Provider Resolution
Source: src/engine/type-resolver.ts
What
Extracts dependency information from all @Injectable() classes — their constructor dependencies, public method count, and file location.
Why
Rules like no-unused-providers, no-missing-injectable, and no-business-logic-in-controllers need to know which providers exist, what they depend on, and how many methods they expose.
Input
project: Project // ts-morph AST project
files: string[] // file paths to scan
Output
Map<string, ProviderInfo>
interface ProviderInfo {
name: string // class name
filePath: string
classDeclaration: ClassDeclaration
dependencies: string[] // constructor parameter type names
publicMethodCount: number
}
How It Works
For each file, finds all classes decorated with @Injectable():
- Extract constructor parameters — each parameter's type becomes a dependency name
- Normalize type names using
extractSimpleTypeName():import("@prisma/client").PrismaService→PrismaServiceRepository<User>→RepositoryConfigService→ConfigService
- Count public methods — methods with no access modifier or explicit
public
Example
Given this class:
@Injectable()
export class UserService {
constructor(
private readonly prisma: PrismaService,
private readonly config: ConfigService,
) {}
async findAll() { /* ... */ }
async findById(id: string) { /* ... */ }
private validate(user: User) { /* ... */ }
}
The resolver produces:
{
name: "UserService",
filePath: "/src/user/user.service.ts",
dependencies: ["PrismaService", "ConfigService"],
publicMethodCount: 2, // findAll + findById (validate is private)
}
Debugging Tips
- Only classes with
@Injectable()are resolved. Controllers (which use@Controller()) are not included in the providers map — they are handled separately during rule execution. - If a dependency name looks wrong (e.g., includes import paths), check the type annotation on the constructor parameter.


■ What is being asked ■
Only the number is wanted: state how many lines of the data below contain the word "Year".

■ Material supplied ■
□ □ □ □ □ □ □
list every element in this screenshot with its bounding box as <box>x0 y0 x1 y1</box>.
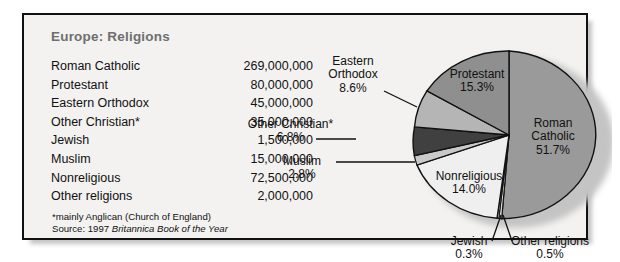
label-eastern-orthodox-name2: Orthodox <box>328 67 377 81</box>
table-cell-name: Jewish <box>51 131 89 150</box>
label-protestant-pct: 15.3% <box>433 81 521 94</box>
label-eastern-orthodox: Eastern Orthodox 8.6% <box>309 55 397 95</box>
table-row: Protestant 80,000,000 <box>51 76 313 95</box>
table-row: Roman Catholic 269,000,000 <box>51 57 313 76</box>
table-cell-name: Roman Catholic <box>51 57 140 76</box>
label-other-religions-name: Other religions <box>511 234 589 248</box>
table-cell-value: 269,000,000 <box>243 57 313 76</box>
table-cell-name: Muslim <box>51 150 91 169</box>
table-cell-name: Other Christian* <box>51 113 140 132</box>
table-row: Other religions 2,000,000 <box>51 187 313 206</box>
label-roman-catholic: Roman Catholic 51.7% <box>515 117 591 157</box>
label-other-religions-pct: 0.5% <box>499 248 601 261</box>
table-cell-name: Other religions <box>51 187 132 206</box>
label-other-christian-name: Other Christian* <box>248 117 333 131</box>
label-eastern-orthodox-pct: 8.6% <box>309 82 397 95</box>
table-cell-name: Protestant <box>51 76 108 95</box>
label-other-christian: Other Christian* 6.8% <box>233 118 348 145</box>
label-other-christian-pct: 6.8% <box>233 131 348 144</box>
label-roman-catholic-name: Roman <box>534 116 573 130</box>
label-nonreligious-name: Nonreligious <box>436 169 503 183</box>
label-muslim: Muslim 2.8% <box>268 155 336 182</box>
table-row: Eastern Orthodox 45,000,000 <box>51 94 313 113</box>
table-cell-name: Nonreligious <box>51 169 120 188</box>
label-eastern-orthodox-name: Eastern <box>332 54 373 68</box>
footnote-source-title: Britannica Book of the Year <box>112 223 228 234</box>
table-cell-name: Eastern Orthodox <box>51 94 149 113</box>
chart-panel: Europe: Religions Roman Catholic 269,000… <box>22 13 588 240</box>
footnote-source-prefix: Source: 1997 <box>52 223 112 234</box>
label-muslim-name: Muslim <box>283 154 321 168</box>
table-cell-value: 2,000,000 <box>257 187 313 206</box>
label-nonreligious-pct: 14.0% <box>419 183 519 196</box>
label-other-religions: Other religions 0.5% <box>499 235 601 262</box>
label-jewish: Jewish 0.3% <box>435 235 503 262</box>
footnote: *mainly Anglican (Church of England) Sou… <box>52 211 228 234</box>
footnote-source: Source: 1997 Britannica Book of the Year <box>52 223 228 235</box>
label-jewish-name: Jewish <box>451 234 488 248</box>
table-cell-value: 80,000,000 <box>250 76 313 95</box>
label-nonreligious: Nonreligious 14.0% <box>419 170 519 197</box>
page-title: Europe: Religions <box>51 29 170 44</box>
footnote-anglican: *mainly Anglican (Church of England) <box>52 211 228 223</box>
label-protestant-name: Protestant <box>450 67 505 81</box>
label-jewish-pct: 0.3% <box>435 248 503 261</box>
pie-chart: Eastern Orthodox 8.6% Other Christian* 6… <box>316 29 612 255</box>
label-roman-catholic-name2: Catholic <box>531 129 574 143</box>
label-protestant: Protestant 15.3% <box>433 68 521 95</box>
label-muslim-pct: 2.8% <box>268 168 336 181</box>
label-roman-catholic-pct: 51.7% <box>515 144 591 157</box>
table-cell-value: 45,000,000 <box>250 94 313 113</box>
□ □ □ □ □ □ □
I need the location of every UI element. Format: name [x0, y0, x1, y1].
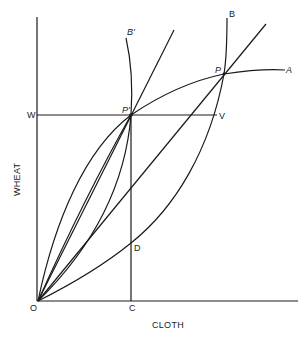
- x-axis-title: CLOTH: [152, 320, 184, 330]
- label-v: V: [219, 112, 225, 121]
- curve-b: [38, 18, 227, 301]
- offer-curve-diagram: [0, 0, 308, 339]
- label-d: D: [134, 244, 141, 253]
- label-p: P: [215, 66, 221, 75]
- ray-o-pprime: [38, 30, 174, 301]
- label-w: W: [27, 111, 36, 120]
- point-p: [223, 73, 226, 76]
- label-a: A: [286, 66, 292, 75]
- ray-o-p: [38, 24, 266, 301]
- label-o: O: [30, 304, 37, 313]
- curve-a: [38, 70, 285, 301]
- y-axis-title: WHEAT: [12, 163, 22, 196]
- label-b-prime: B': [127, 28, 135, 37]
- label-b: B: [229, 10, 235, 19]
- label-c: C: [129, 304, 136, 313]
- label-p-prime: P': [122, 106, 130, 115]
□ □ □ □ □ □ □
■ The completed task ■
2